An elderly man in the crowd shook his head and asked, “What's that he yelled? About the blood?”
“'Hate's in our blood,'” the bearded man answered, suddenly sounding less sarcastic. “He said, 'Hate's in our blood.'”
Libby wanted to correct them. She wanted to scream the truth as she knew it to be, but she also didn't want draw attention to herself. She kept quiet, listening to them go on.
“Maybe it's the contamination,” another woman proposed. “Maybe they went off their supplements and it changed them. Maybe they're not even human anymore.”
“I think it's safe to say that they're not human,” replied the woman who had scolded the crowd moments earlier.
Libby's eyes were filling with tears. Uly was a human being. He meant something. His life mattered to people. To her. To Justin. To Marti and Amanda.
As she thought of her mother's name, Libby once again thought about what Amanda must be going through. Hospitals were bad enough on a normal day, but to see what the news was showing, and to be alone would be horrific. On top of the cancer, she would probably have to deal with HAND. They would ask her all about Uly, and what would she say? Would she lie to protect herself? Or would she demand that he wasn't the monster that everyone believed him to be?
As Libby played out that scene in her mind, it took an ugly turn. She could imagine Amanda insisting that Uly was a good person, and the people asking questions would see this as sympathy toward Hate. They might mistake Amanda for a member herself and take her to prison—assuming they didn't shoot her in the head right there.
Amanda would die in prison. She would receive no treatment for her cancer. She would die a slow, agonizing death. All because Uly was a member of Hate.
She was growing angry at Uly again. She hated him for a moment, until the TV replayed his death again in gory, horrifying detail. Then, she couldn't hate him. All she could do was hate her situation. Hate her life.
Hate the system. Hate the world. Things were hard enough when all she had to deal with was a sick mother and the loss of whatever youth she had left. Now her life was insufferable. Maybe Uly was the lucky one. At least he got out early.

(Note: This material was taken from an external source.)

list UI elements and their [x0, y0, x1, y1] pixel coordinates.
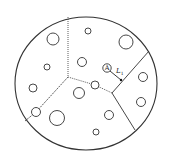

The longer Libby stayed with that crowd and watched the news, the more she expected to see her own face flashed across the screen. Zuxu knew that she was there that day and that she went to find her cousin. She was tied to this situation and HAND would be looking for her. She didn't know what to do about that. She didn't know whether she should run for her life or turn herself in. Surely, there had to be a system in place for people like her. The government wouldn't just wipe out anyone who happened to be related to a member of Hate. After all, Collin Power's family was going to be on the news that night, until a bigger story broke. They were still alive.

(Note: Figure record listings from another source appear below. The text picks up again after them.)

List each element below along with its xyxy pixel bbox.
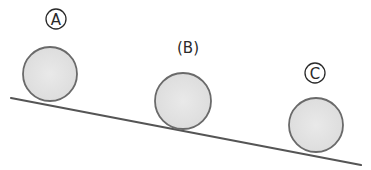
- ball-b: [155, 73, 211, 129]
- ball-c: [289, 98, 343, 152]
- label-c: C: [305, 63, 325, 83]
- diagram-svg: A (B) C: [0, 0, 371, 170]
- ball-a: [23, 47, 77, 101]
- slope-diagram: A (B) C: [0, 0, 371, 170]
- label-c-text: C: [310, 65, 320, 83]
- label-b-text: (B): [177, 39, 199, 57]
- label-a-text: A: [51, 11, 62, 29]
- label-a: A: [46, 9, 66, 29]
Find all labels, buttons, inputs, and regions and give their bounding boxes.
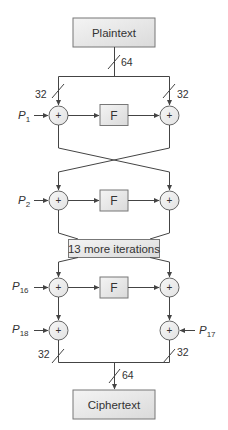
bus-width-32-left-bottom: 32 bbox=[38, 348, 50, 360]
subkey-p2: P2 bbox=[18, 194, 31, 209]
iterations-label: 13 more iterations bbox=[68, 243, 160, 255]
output-bus: 32 32 64 bbox=[38, 340, 189, 389]
subkey-p17: P17 bbox=[199, 324, 216, 339]
round-1: P1 + F + bbox=[18, 105, 179, 126]
svg-text:+: + bbox=[167, 110, 173, 121]
plaintext-block: Plaintext bbox=[73, 18, 155, 47]
bus-width-64-bottom: 64 bbox=[122, 369, 134, 381]
output-whitening: P18 + + P17 bbox=[12, 321, 216, 340]
bus-width-64-top: 64 bbox=[121, 56, 133, 68]
svg-text:+: + bbox=[167, 195, 173, 206]
svg-text:+: + bbox=[56, 282, 62, 293]
svg-text:+: + bbox=[167, 325, 173, 336]
more-iterations: 13 more iterations bbox=[59, 210, 170, 277]
swap-crossover bbox=[59, 125, 170, 190]
bus-width-32-left-top: 32 bbox=[35, 88, 47, 100]
round-2: P2 + F + bbox=[18, 190, 179, 211]
bus-width-32-right-bottom: 32 bbox=[177, 346, 189, 358]
subkey-p16: P16 bbox=[12, 280, 29, 295]
input-bus: 64 32 32 bbox=[35, 47, 189, 105]
plaintext-label: Plaintext bbox=[92, 27, 137, 39]
round-16: P16 + F + bbox=[12, 277, 179, 320]
svg-text:+: + bbox=[167, 282, 173, 293]
bus-width-32-right-top: 32 bbox=[177, 88, 189, 100]
svg-text:+: + bbox=[56, 110, 62, 121]
svg-text:F: F bbox=[110, 194, 117, 208]
subkey-p1: P1 bbox=[18, 109, 31, 124]
svg-text:F: F bbox=[110, 281, 117, 295]
svg-text:+: + bbox=[56, 195, 62, 206]
subkey-p18: P18 bbox=[12, 323, 29, 338]
ciphertext-block: Ciphertext bbox=[73, 390, 155, 419]
svg-text:F: F bbox=[110, 109, 117, 123]
svg-text:+: + bbox=[56, 325, 62, 336]
blowfish-diagram: Plaintext 64 32 32 P1 + F + P2 bbox=[0, 0, 228, 430]
ciphertext-label: Ciphertext bbox=[88, 399, 141, 411]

Her home would be the safest place for her. If someone wanted to find her, they could find her. It wouldn't look like she was running or hiding if she went home. She could tell the authorities the truth about the argument that she had with Uly, and how she left him behind at the hospital.

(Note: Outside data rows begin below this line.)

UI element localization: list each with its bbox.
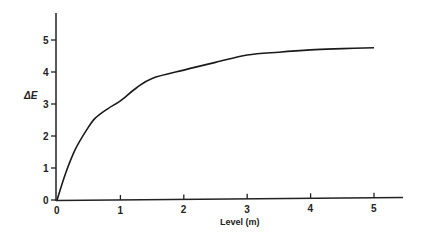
x-axis-line (56, 198, 403, 201)
y-tick-label: 4 (43, 67, 49, 78)
x-tick-label: 2 (181, 204, 187, 215)
x-tick-label: 0 (54, 205, 60, 216)
line-chart: 012345 ΔE 012345 Level (m) (0, 0, 422, 239)
y-tick-label: 0 (43, 195, 49, 206)
x-axis-label: Level (m) (220, 217, 260, 227)
y-tick-label: 2 (43, 131, 49, 142)
x-ticks: 012345 (54, 193, 377, 217)
x-tick-label: 3 (244, 204, 250, 215)
x-tick-label: 1 (117, 205, 123, 216)
x-axis: 012345 Level (m) (54, 193, 403, 227)
x-tick-label: 4 (308, 203, 314, 214)
x-tick-label: 5 (371, 203, 377, 214)
y-tick-label: 5 (43, 35, 49, 46)
y-tick-label: 1 (43, 163, 49, 174)
y-ticks: 012345 (43, 35, 56, 206)
y-axis-label: ΔE (23, 90, 38, 101)
y-tick-label: 3 (43, 99, 49, 110)
data-line (57, 48, 374, 200)
y-axis: 012345 ΔE (23, 13, 56, 206)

They'd ask what the fight was about. If she told them, they might think that she was a sympathizer. What would she say if they asked her if she ever planned to turn him in? That she couldn't? Because she didn't want to see her cousin put in prison? That sounded an awful lot like sympathy.
She walked away from the TV and the crowd, and toward her home. If Amanda had been released from the hospital, she could be there already.
On her way home, she walked through the questions that HAND might ask her. She practiced her response, telling them that Uly never approved of her boyfriend and she was tired of his trying to rule her life. It was true enough to not be a lie.
And then there was the conversation that she would have to have with Amanda in private. How that discussion would go was anybody's guess. Would Amanda be sad about Uly's death? Would she believe what was being said about him on TV? Would she be angry about what he was, and glad that he was dead?